GDR Women Authors and Feminist Consciousness During State Socialism

Authors

  • Eva Kaufmann Berlin

DOI:

https://doi.org/10.14766/93

Keywords:

Beruf, DDR, Feminismus, Literatur, Staat, Geschlecht, Gender

Abstract

From the 1960s on, women writers in the German Democratic Republic (GDR), including Christa Wolf, Irmtraud Morgner, Sarah Kirsch, Brigitte Reimann, Charlotte Worgitzky, Lia Pirskawetz, and Maya Wiens, produced a large body of writing on women’s issues. Martens wants to investigate how these women authors in the GDR have articulated their feminist consciousness under the conditions of state socialism.

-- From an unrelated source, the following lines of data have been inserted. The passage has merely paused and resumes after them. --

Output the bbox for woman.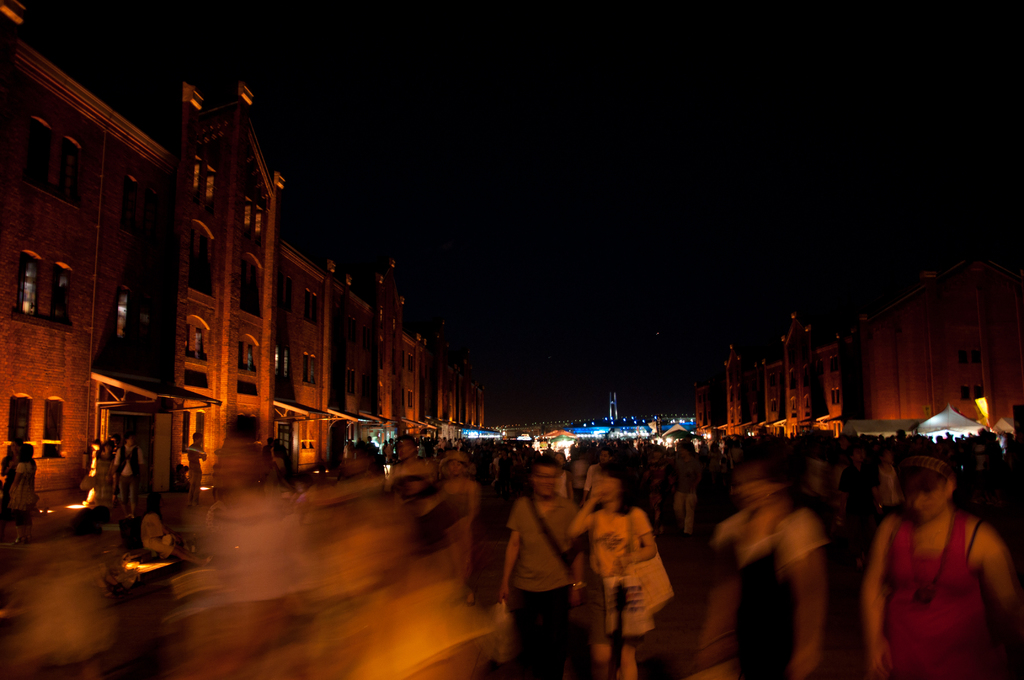
{"left": 90, "top": 439, "right": 109, "bottom": 505}.
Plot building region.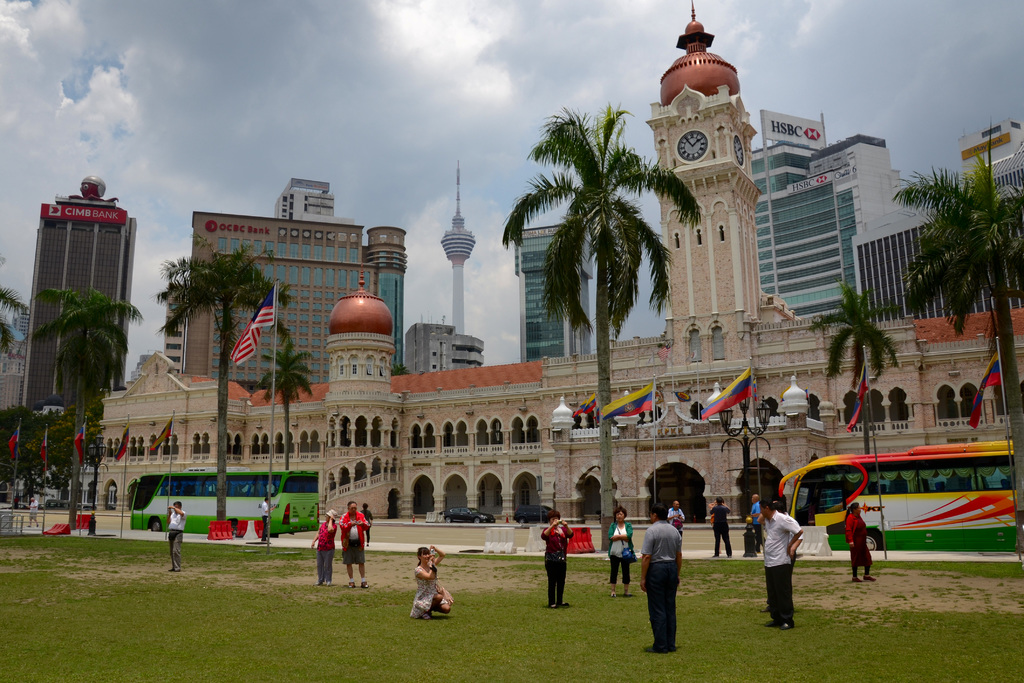
Plotted at crop(95, 4, 1016, 552).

Martens’ use of the title The Promised Land is an allusion to a book by Irmtraud Morgner, an author whom, along with Christa Wolf, Martens considers one of the most important witnesses of feminist writing in the GDR. In Morgner’s book The Life and Adventures of Troubadour Beatriz the term “promised land” is being used to ironically refer to the GDR. One cannot capture this “miraculous place,” as Morgner calls it, by merely being a yes-sayer or no-sayer. This observation is further reinforced by the question mark which Martens places behind the term “promised land.” These allusions show how feminist writing can use language creatively to talk about this country, particularly about the ways in which its politics affect women.